23.10.07

To Make an End is to Make a Beginning

"The end is where we start from" (T. S. Eliot, Little Gidding)

At this time of year "Valedictory" begins to appear as a way of describing events around the College. Resident students triumphed (at least over boredom) in "Survivor: Bulpadock", their imaginative approach to Valedictory Day activities, two weekends ago. An End of Year dinner provided a somewhat more formal setting for celebration, and last Sunday the End of Year service was the most reflective opportunity for departing resident students to mark this transition.

Similar activities are in mid-stream in the Theological School and yet to come for Foundation Studies students.

All these festivities mark departures. I have noted before that a College such as this exists to send people away - hopefully after years of work, play and reflection, with deeper experience and higher aspirations.

One particularly important departure is Peter Tregear's. After two years of outstanding service to the College as Dean, Peter is to step down early in 2008 to pursue his academic research and teaching. In 2006 and 2007 Peter has initiated and overseen key events and programs that have expressed the highest aspirations of the College. This year's Caldwell Lectures were in quite different areas, exploring history, art and law; yet the presence at Trinity of world-class historians Richard Evans and David Starkey was also a sign of Peter Tregear's imagination and commitment.

Other of his initiatives have been musical, not surprisingly - the initiative of making the prize-winning TinAlley String Quartet our "Quartet in Residence" is an obvious example. Peter's immediate attention will go to his continuing role as a Fellow in the Faculty of Music at the University of Melbourne.

I know you will join me in wishing Peter and our departing students well, even as we strive to maintain the standards of excellence and imagination they have set for us. Farewells are inevitably tinged with sadness, but it is good for us to celebrate them as we do. They are, after all, really beginnings. I also know well from experience that Trinity has a way of calling us back!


Of all the lines below, return only those starting with the line holding "Describe the element at coordinates (767, 109)" and going on through the line holding "This screenshot has width=1072, height=1116.", exactly as written.
Record excerpts Start Marker
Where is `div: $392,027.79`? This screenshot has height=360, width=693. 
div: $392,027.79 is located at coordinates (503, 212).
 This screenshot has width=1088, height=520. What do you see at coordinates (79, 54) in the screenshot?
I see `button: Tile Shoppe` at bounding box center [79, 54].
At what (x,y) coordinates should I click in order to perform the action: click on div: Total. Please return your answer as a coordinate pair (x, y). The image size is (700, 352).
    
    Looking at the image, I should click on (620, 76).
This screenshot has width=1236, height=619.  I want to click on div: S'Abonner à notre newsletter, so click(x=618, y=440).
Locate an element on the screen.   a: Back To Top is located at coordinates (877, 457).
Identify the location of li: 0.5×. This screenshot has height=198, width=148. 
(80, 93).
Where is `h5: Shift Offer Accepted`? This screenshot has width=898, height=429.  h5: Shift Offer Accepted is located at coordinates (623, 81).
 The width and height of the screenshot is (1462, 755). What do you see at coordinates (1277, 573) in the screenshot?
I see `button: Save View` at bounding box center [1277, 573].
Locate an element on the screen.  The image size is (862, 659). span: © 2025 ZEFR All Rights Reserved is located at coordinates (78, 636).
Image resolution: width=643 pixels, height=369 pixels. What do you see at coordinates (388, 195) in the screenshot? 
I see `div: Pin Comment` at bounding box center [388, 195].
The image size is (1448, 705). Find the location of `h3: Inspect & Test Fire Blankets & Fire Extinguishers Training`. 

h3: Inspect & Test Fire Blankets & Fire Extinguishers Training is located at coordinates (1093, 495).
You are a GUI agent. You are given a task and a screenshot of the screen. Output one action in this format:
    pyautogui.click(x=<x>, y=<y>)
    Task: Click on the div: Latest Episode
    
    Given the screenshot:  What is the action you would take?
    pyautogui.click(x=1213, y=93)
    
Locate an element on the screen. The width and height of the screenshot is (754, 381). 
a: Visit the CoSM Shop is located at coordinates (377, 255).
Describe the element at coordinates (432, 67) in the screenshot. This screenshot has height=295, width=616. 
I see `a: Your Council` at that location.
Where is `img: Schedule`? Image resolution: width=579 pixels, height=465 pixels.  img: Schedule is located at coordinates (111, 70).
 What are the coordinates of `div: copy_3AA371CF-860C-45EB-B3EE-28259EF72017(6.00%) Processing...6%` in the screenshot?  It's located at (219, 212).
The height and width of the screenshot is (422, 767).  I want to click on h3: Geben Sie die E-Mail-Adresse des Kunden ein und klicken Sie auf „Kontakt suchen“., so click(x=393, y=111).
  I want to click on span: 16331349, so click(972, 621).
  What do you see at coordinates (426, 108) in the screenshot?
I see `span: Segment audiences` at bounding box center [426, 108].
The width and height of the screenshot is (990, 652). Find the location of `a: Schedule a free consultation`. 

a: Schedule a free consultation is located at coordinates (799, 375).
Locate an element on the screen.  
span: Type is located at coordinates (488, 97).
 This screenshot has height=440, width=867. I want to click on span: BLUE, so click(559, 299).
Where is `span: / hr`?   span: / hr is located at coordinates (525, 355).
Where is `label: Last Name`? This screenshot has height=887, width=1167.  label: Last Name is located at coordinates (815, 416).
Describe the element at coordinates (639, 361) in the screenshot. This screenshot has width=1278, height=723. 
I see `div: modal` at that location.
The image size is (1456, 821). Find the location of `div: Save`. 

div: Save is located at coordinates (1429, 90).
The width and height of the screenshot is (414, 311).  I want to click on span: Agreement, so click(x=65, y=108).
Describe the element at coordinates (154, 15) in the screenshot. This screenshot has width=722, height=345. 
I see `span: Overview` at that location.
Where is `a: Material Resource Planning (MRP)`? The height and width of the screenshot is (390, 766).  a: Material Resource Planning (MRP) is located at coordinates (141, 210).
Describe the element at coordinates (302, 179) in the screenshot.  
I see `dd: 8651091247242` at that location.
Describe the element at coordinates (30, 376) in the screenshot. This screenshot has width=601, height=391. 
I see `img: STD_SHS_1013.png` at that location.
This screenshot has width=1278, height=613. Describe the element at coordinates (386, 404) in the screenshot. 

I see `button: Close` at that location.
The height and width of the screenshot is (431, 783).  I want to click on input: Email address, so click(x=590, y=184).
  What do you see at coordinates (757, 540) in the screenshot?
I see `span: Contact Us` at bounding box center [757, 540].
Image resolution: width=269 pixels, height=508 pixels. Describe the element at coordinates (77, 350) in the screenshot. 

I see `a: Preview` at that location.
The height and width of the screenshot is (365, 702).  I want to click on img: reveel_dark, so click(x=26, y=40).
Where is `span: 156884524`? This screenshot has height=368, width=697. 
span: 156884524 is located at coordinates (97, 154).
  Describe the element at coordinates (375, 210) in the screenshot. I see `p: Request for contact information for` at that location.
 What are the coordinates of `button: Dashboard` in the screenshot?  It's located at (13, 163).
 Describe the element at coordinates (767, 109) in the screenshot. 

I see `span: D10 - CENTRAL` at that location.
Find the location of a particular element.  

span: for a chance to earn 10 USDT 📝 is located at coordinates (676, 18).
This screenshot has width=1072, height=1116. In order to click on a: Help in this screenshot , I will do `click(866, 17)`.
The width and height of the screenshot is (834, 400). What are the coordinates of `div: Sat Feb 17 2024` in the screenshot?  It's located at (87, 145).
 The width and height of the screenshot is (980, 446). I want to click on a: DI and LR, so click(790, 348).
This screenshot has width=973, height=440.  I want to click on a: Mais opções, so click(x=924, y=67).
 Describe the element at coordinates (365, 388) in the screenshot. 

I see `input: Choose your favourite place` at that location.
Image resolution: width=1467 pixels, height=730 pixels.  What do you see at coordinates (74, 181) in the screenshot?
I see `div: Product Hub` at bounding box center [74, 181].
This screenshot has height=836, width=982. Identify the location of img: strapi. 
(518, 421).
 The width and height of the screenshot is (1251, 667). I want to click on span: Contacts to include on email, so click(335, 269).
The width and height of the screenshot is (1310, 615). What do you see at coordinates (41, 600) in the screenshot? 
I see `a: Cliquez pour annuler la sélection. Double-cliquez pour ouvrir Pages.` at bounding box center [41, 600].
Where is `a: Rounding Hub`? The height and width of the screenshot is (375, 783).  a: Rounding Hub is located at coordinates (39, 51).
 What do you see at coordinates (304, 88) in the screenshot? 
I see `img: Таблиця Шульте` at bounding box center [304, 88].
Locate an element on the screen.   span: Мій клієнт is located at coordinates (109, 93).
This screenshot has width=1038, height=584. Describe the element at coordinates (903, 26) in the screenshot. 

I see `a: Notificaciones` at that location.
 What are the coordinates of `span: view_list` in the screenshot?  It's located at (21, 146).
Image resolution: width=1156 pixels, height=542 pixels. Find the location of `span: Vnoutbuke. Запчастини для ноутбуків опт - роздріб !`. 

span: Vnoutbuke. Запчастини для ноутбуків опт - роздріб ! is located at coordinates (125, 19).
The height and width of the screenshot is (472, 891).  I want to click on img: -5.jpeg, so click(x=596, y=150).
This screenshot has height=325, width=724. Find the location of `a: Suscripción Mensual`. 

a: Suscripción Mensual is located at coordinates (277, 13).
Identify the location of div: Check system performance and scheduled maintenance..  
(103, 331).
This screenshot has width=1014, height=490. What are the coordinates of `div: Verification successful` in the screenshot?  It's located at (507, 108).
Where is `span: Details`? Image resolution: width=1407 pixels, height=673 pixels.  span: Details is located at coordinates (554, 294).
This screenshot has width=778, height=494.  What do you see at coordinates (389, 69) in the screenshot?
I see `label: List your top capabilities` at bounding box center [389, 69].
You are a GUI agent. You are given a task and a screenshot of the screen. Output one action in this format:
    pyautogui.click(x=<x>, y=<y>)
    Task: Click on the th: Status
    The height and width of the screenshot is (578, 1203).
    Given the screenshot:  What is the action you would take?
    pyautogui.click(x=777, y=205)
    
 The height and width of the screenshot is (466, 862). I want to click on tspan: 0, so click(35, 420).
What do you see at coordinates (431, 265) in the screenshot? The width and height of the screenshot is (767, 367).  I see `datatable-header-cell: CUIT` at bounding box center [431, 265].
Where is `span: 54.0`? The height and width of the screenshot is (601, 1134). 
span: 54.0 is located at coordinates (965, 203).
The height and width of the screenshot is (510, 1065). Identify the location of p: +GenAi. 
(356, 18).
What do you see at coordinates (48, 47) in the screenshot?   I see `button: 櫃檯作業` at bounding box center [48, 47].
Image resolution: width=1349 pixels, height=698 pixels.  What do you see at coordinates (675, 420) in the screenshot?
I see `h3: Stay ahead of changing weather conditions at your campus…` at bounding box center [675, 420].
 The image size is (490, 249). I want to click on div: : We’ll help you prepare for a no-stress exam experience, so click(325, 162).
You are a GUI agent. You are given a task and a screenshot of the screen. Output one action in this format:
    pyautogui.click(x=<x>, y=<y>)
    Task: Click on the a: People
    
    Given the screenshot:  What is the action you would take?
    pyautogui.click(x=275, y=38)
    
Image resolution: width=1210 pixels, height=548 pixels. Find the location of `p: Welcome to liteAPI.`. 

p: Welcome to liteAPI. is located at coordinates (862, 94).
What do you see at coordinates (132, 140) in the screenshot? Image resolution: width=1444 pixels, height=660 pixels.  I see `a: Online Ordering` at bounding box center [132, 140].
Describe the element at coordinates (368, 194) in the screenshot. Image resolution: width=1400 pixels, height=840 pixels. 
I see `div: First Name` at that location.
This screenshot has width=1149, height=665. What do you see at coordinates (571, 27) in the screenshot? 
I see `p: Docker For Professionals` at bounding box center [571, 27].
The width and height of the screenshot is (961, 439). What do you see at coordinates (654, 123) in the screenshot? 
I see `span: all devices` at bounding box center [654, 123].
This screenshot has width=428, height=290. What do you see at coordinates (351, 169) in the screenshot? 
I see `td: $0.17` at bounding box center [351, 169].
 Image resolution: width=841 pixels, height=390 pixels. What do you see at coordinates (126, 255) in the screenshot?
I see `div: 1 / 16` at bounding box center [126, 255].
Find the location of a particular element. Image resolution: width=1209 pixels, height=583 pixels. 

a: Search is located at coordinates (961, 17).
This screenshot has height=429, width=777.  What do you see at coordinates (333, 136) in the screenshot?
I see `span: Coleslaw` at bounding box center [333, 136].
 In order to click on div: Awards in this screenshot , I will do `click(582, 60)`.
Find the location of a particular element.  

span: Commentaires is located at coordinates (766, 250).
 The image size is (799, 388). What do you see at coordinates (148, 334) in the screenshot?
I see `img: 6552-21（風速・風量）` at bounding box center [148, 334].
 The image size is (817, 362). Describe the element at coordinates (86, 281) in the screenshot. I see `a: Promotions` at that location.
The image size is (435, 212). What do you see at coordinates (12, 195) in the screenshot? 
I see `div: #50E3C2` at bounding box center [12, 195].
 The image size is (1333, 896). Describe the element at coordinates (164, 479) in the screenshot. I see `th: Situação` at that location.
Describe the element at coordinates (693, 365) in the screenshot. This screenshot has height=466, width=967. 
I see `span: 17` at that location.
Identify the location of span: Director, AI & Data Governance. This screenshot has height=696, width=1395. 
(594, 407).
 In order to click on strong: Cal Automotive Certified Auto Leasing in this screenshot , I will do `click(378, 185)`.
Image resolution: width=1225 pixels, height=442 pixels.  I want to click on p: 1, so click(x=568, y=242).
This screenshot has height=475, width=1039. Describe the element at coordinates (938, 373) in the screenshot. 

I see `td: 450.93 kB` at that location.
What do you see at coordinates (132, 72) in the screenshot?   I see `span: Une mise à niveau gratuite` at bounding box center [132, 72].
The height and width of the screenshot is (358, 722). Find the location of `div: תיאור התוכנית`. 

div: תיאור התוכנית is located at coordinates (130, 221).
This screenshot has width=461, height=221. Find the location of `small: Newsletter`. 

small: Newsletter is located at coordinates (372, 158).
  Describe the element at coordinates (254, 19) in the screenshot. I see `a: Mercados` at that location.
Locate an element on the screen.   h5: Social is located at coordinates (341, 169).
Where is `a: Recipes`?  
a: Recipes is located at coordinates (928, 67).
Record excerpts End Marker
_Result of this exercise_.
 Describe the element at coordinates (767, 109) in the screenshot. 

I see `span: D10 - CENTRAL` at that location.
Find the location of a particular element.  

span: for a chance to earn 10 USDT 📝 is located at coordinates (676, 18).
This screenshot has width=1072, height=1116. In order to click on a: Help in this screenshot , I will do `click(866, 17)`.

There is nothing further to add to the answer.